Oireachtas Joint and Select Committees

Tuesday, 21 May 2013

Joint Oireachtas Committee on Health and Children

Heads of Protection of Life during Pregnancy Bill 2013: Public Hearings (Resumed)

3:25 pm

Ms Sunniva McDonagh:

I hope I have got all the questions. The first question was on the Mental Health Act. I do not hold a view as to precisely what should happen but I would like to point out that there are other safeguards in the Mental Health Act other than the ones I have mentioned. The Mental Health Commission is an independent statutory body and it advertises and recruits independent lawyers, lay people and psychiatrists to sit on its tribunals. It is also mandated to act in the best interests of the patient. Interestingly, there is a five year review clause for the mental health legislation also. Looking at this proposed legislation, when we come to the review panel, it is the Health Service Executive that licenses the hospital, yet the HSE is also the body tasked with setting up the review panel and a HSE employee acts as convenor of the panel and chooses the panel. It was the framers of the legislation who were looking to the mental health legislation as a template and if it is to be seen as a template, it might be an idea to take some of these further safeguards from the mental health legislation.

I agree with Deputy Byrne. I do not believe that this is a very complicated issue. One would hate to think that the intervention of lawyers and doctors was over-complicating what is essentially a very simple issue in which everybody in the State and the people who enacted the Constitution have a stake and a right to have a view on. It is finding the right balance between two competing constitutional rights and one would hate to think lawyers were trying to be obtuse when, ultimately, it comes down to simple value questions.

With regard to the section 19 offence, the terminology in the draft is very unclear because it mentions the intention of ending unborn life. Throughout the Bill there is an interchangeable use of the phrases "termination of pregnancy" and "medical procedures". There is a very important principle distinction between the two but they seem to be used interchangeably throughout the Bill as if they were the same thing. Many medical procedures, such as oncology and cardiac procedures, which are performed on a woman whose life is at risk, happily do not end up with the baby dying. The intention of these procedures is to save the mother and if the baby dies it is a regrettable consequence of the necessary treatment, but sometimes the baby does not die. Interestingly the Bill mentions having procedures in place to bring to the attention of the Minister the statistics on this area. It might be a good idea not only to collate statistics on terminations at risk of suicide, but also necessary medical treatment which did not end the life of the baby.

It is a little problematic because it seems clear when a woman states she is suicidal, the reason she is suicidal is apparently the existence of the pregnancy, and this is the proposed basis for intervention. Not to minimise the terrible distress of a woman who feels she cannot possibly bring a baby to term because it has a disability or because she suffers from serious social stressors and she feels she will kill herself, surely then let us not confuse terminology. When psychiatrists certify without perhaps having examined the patient, an obstetrician will be faced with the certificates and will see in front of him or her a woman who is physically all right and baby which is physically all right. The obstetrician will then be supposed to intervene to avert the risk, which he or she must do apparently by directly targeting the unborn. I cannot see how this could be described as other than a direct termination of pregnancy. It is suggested and proposed that if the ground is enacted it will certainly be the case that this will not be a criminal offence. This is true. This is the reality and the distinction which one must emphasise between treating the mother and the baby dying unfortunately, and intervening in this direct way.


**About this exercise**
Can the lines below, from the one that holds "At what (x,y)" to the very end, be echoed exactly, with both ends included and no pictures?

++++ Data shown

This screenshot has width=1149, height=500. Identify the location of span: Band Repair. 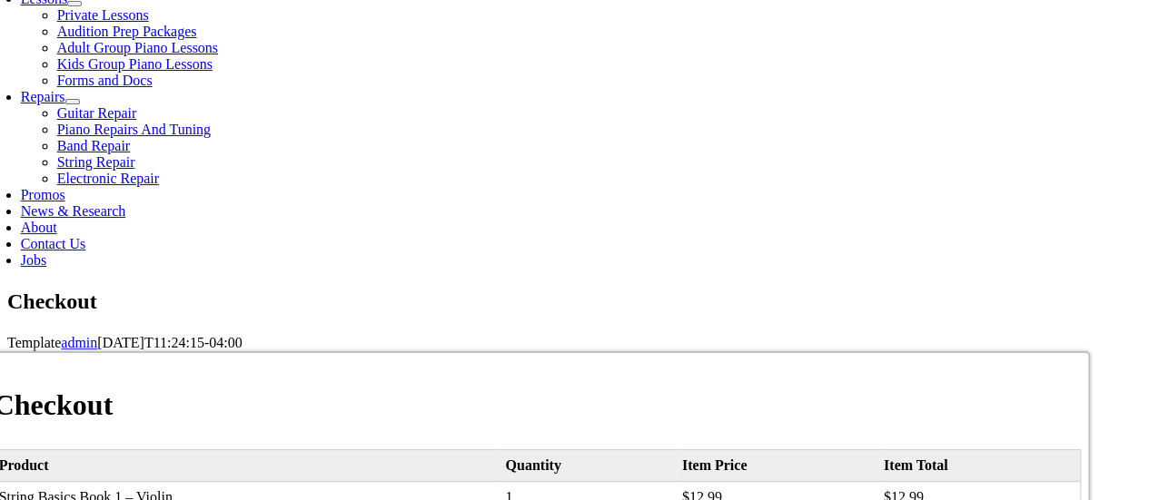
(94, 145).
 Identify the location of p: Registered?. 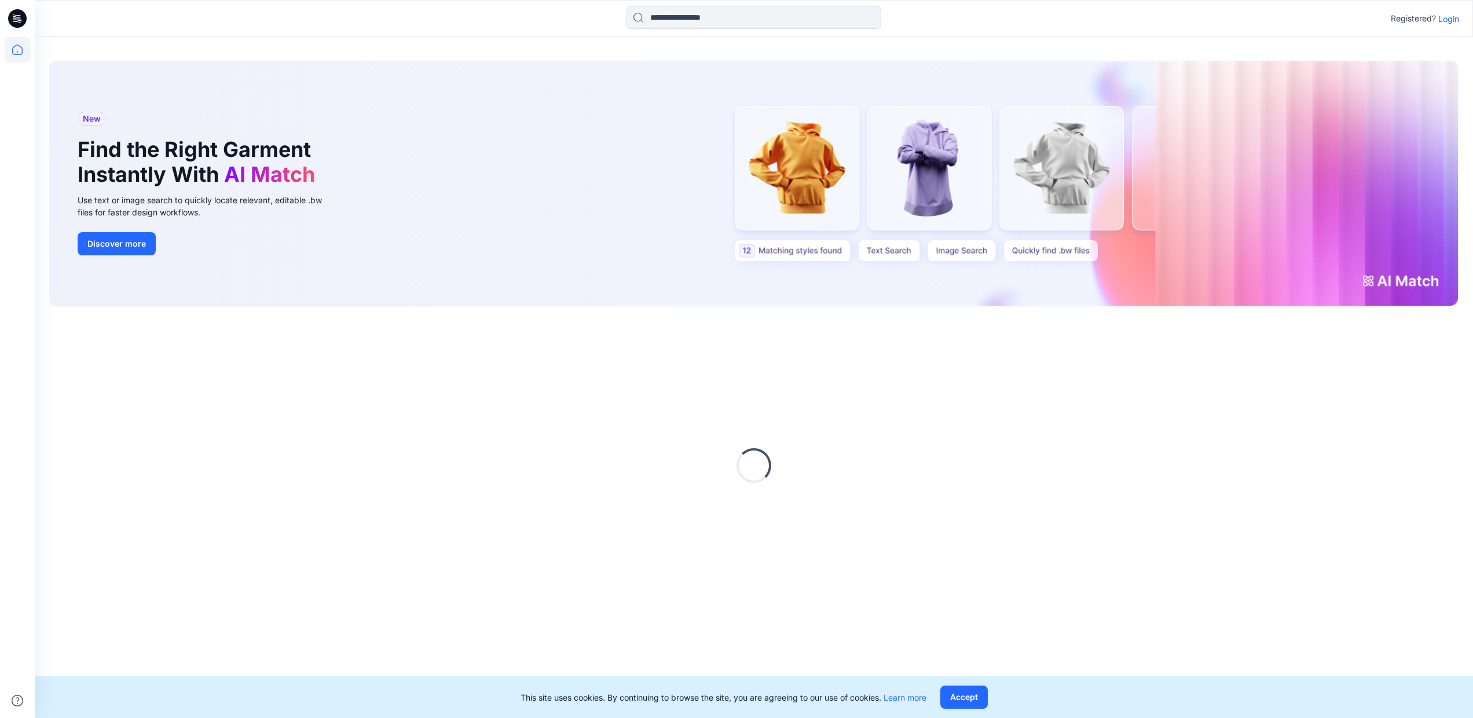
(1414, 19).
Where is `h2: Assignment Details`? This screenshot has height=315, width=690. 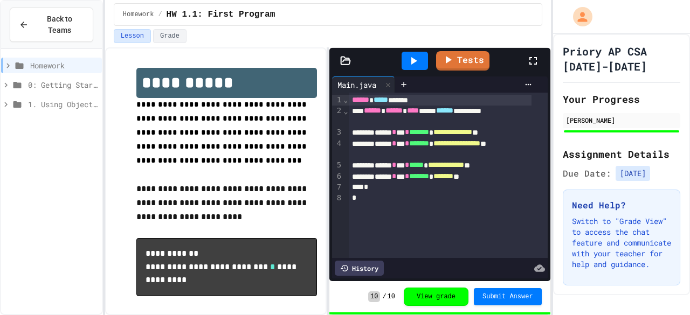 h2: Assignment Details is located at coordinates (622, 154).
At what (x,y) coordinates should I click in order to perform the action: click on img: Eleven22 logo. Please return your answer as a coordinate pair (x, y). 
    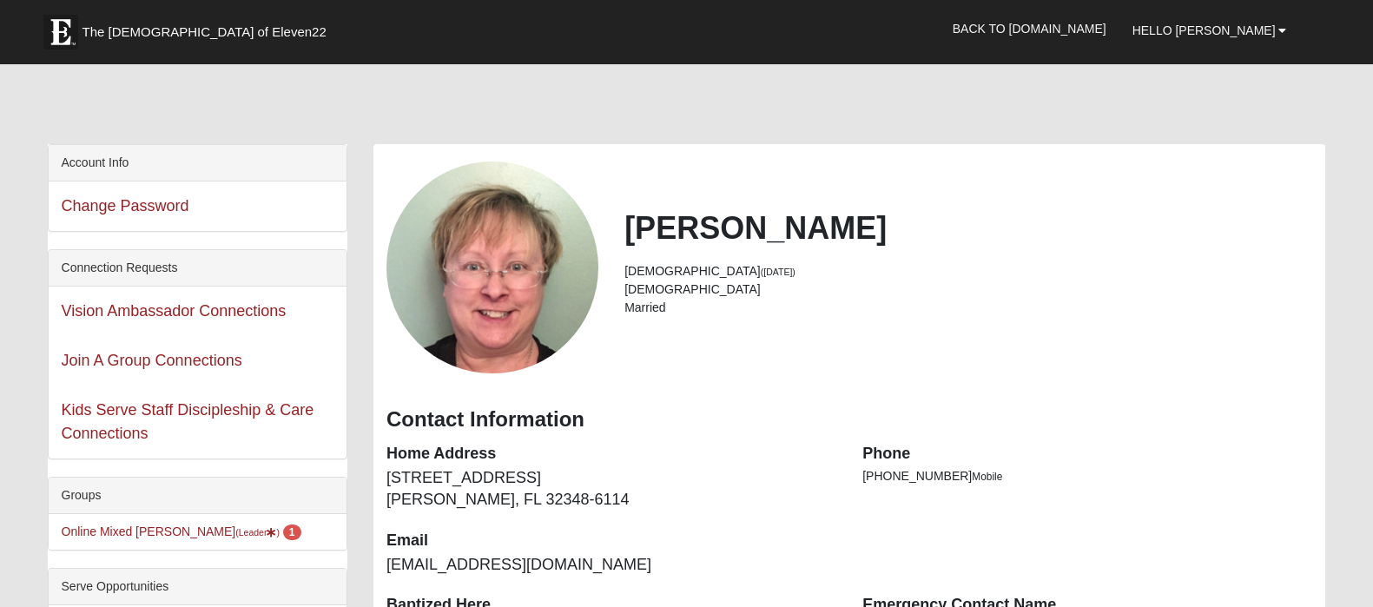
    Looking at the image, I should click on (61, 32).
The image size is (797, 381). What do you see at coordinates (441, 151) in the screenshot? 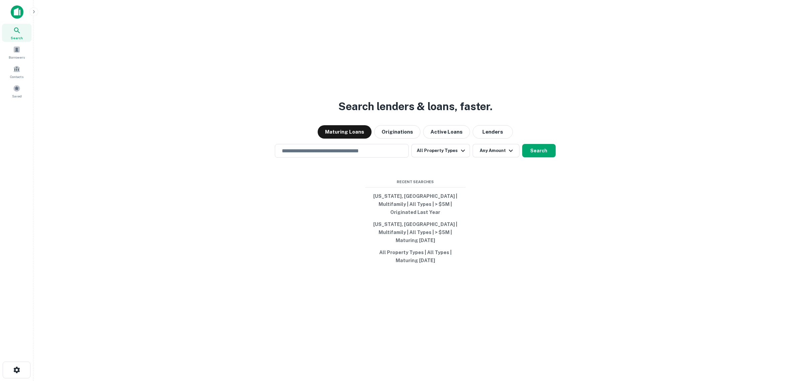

++++++++

**Output of the task**
At what (x,y) coordinates should I click in order to perform the action: click on img: Eleven22 logo. Please return your answer as a coordinate pair (x, y). 
    Looking at the image, I should click on (61, 32).
The image size is (797, 381). What do you see at coordinates (441, 151) in the screenshot? 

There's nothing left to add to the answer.